Ask both tools the same question and watch what actually happens. The search engine hands you documents — the store's own hours page, the halacha sefer's actual text, sources with addresses, per the owned-index architecture. The conversational machine hands you a composition — fluent, tailored, assembled in the moment from patterns it learned, with no address because it never had one. Both answers arrive in a box on a screen; the family that knows which box does what stops making the era's two signature mistakes: searching for what needed a conversation, and trusting a composition as if it were a source.
The routing card
**Route to search when the answer exists somewhere:**
- Facts with owners. The store's hours, the zman tonight, the school's calendar — answers that live at authoritative addresses; retrieval's home turf, where the index hands you the owner's own page.
- Anything you will act on. The dosage, the deadline, the price, the psak-adjacent fact — actionable answers need sources, and search's whole product is the source.
- The verifiable record. What was announced, published, said — the document beats any paraphrase of it.
**Route to the machine when the answer must be made for you:**
- Explanation at your level. "Explain amortization like I've never seen a mortgage" — composition's native genre, the tutor's whole gift.
- Drafting and shaping. The letter's first draft, the list's organization, the plan's skeleton — work products, not facts; there is nothing to retrieve because it doesn't exist until asked.
- Thinking out loud. The comparison you want structured, the decision you want framed both ways — the machine as a tireless clarifying interlocutor, inside its guardrails.
And the hybrid rule for the gray middle: compose to understand, then search to verify — the machine explains what a 529 plan is; the index retrieves the actual current rules before anyone acts. Understanding from composition, facts from retrieval, never the reverse.
“Search fails by finding nothing. The machine fails by finding something anyway — fluently, confidently, and occasionally from nowhere. Route by which failure you can afford.”
kolbo.life
Why the distinction is a middos lesson
The routing card is also a truth-handling curriculum, which is why it belongs at the family table and not just in settings. The machine's failure mode — the confident composition unmoored from any source — is precisely the failure mode the community's learning culture has warned about for centuries: the sevara without a makor, the quote nobody can locate. A household that teaches "compositions get verified; sources get cited" is teaching the same epistemics as "show me the posuk inside" — the source-honesty of the beis medrash, applied to a machine that makes sourcelessness frictionless. Children who learn the two-tool distinction young treat all confident text — the forward, the pamphlet, the machine's answer — with the same healthy question: says who, and where?
The platform's job is making the right routing easy: search that owns its index and shows its sources; a conversational layer that knows its scope, names its uncertainty, and hands off to retrieval — or to a person — when the question deserves an address. Two tools, one architecture, each honest about what it is: the composition never dressed as a source, the source never buried under a paraphrase.
Frequently asked questions
Why not just use the machine for everything — it's easier?
Easier is the problem: the composition is frictionless including when wrong, and its wrongness is invisible precisely because it is fluent. For anything actionable, the ten extra seconds of retrieval buys the thing composition cannot sell at any price — an answer with an owner.
Will the two tools just merge eventually?
They are already cooperating — machine answers that cite retrieved sources, search pages that summarize. The distinction survives the merger because it is about the answer's nature, not the interface: composed or retrieved, addressed or unmoored. Whatever the box looks like, keep asking which kind of answer is inside.
How does this apply to Torah questions?
At double strength: the makor culture makes sourceless composition maximally inappropriate exactly there — the machine's honest Torah role is retrieval support, never authority, and the routing card's third column applies: some questions go to a person, full stop.
What should kids use first — search or the machine?
Search, by a wide margin: the child's first search box teaches answers-have-sources before the machine teaches answers-can-be-composed. A child grounded in retrieval meets composition with the right instincts; the reverse order builds exactly the credulity the era punishes.
Protection for the device already in your pocket
KolBo Secure protects any iPhone or Android — tamper-resistant enforcement, a self-service portal, and real human support. Starting at $14.99/month.
Secure a deviceEnrollment, configuration, and billing in one portal — minutes, not appointments.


## EXERCISE DESCRIPTION
Every entry that follows should be repeated exactly; drop the images.

## DATA SHOWN
[Start of section]

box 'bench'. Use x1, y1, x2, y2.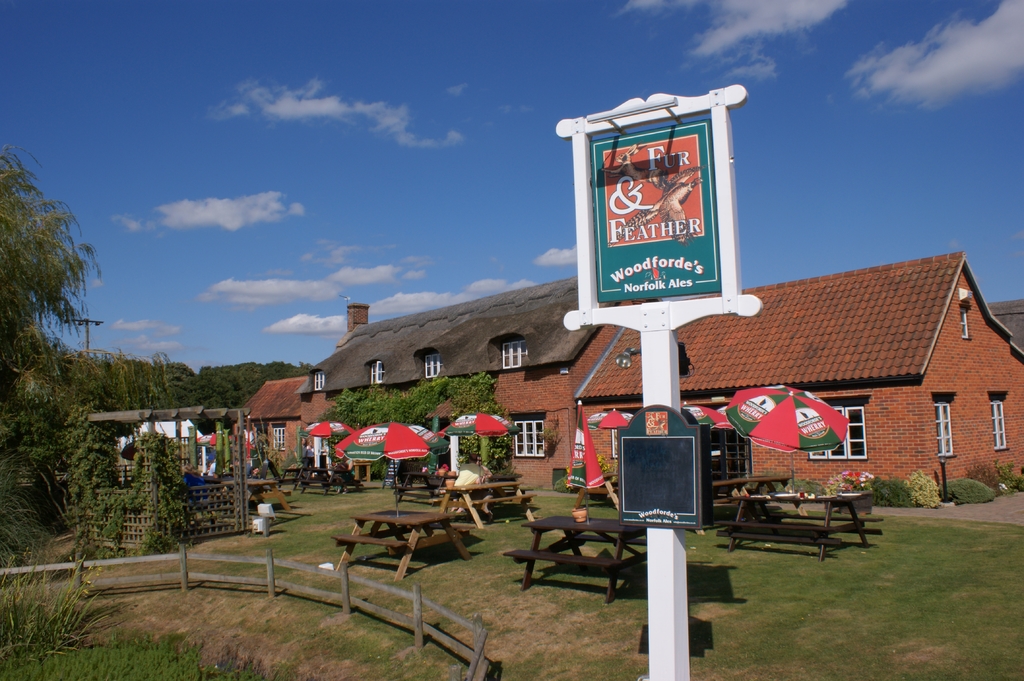
573, 469, 623, 504.
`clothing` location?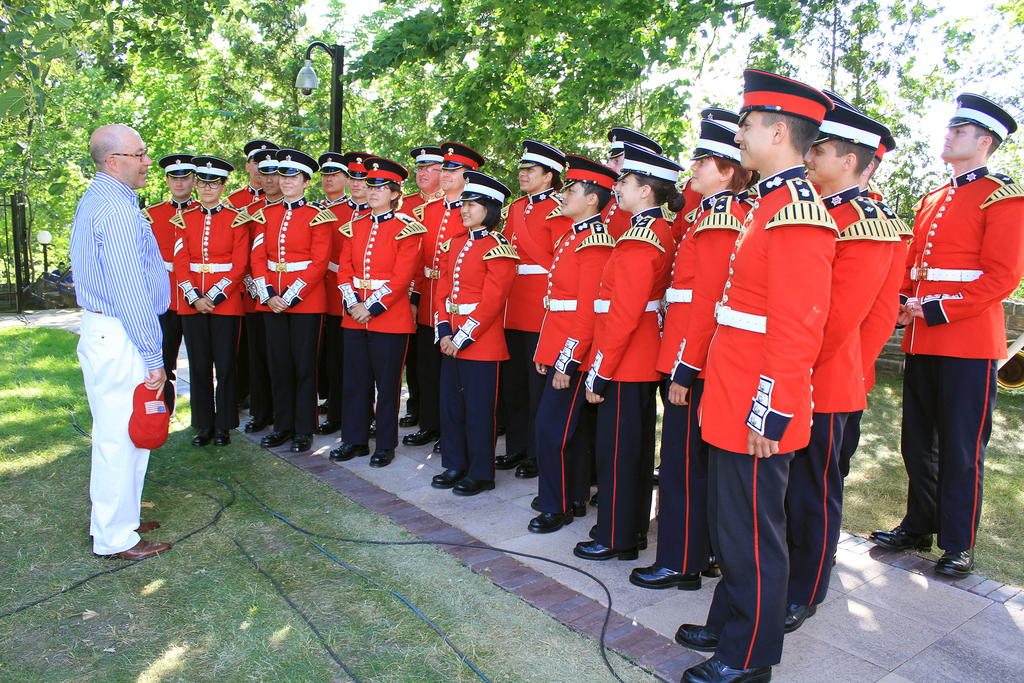
671,177,757,243
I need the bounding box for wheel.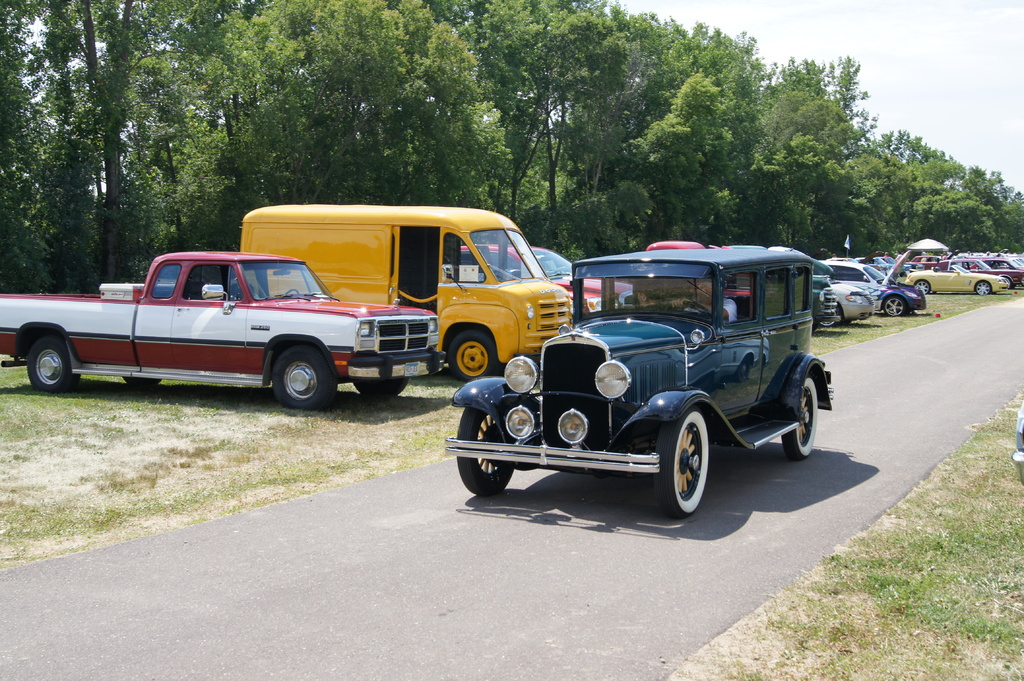
Here it is: [x1=973, y1=280, x2=991, y2=298].
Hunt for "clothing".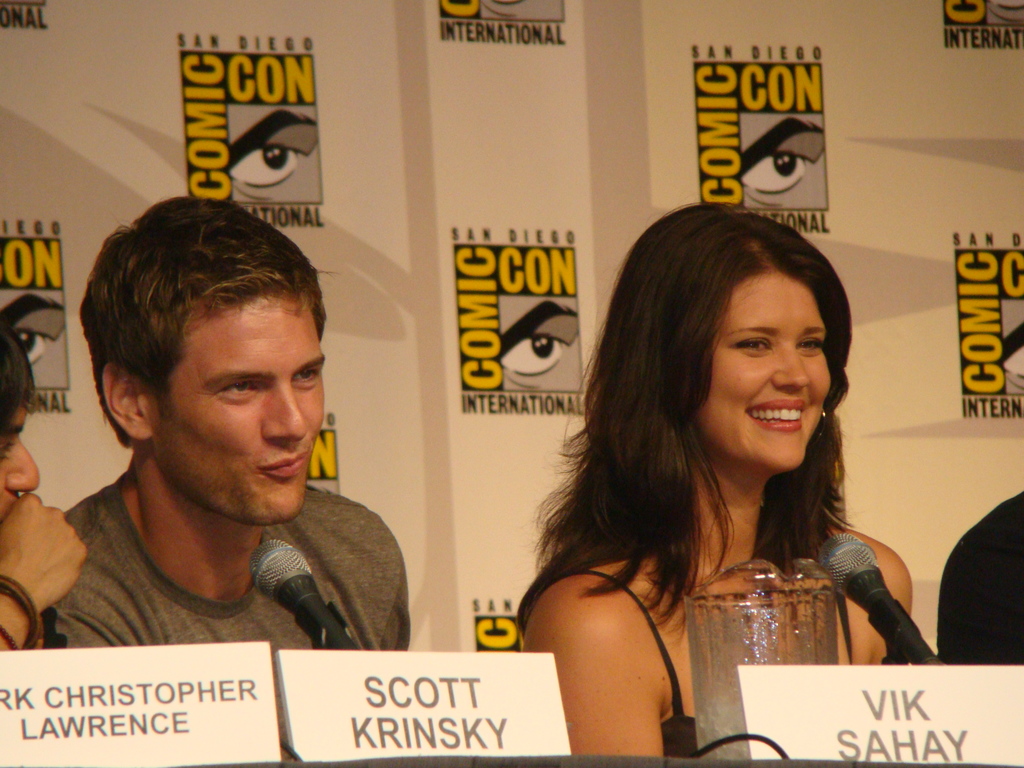
Hunted down at bbox=(37, 474, 427, 649).
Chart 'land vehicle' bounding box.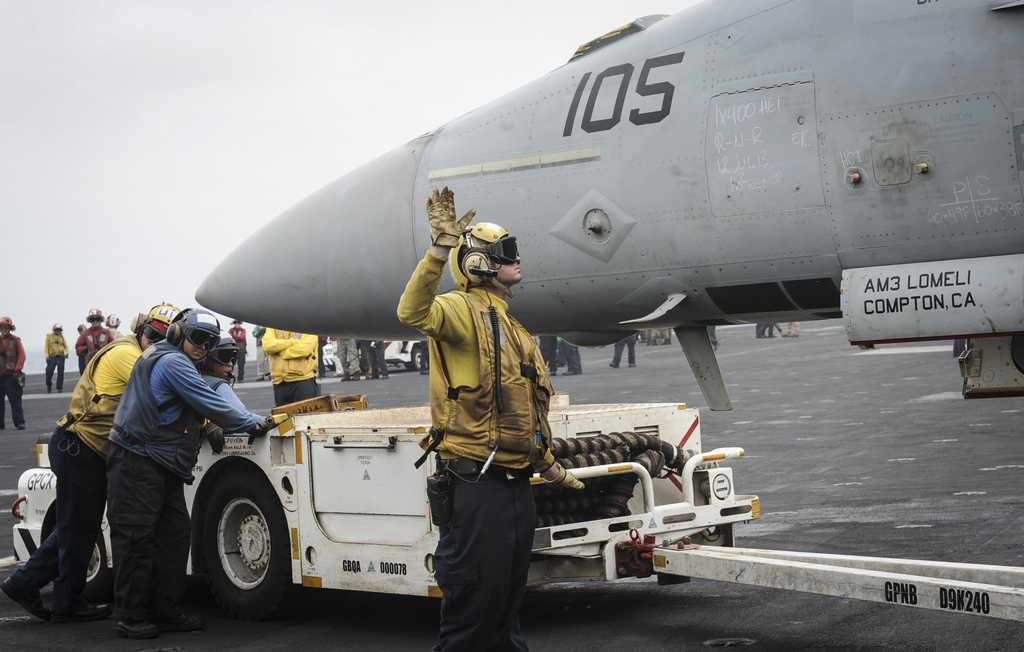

[End of section]

## YOUR SOLUTION
box 'bench'. Use x1, y1, x2, y2.
573, 469, 623, 504.
`clothing` location?
671,177,757,243
I need the bounding box for wheel.
Here it is: [x1=973, y1=280, x2=991, y2=298].
Hunt for "clothing".
Hunted down at bbox=(37, 474, 427, 649).
Chart 'land vehicle' bounding box.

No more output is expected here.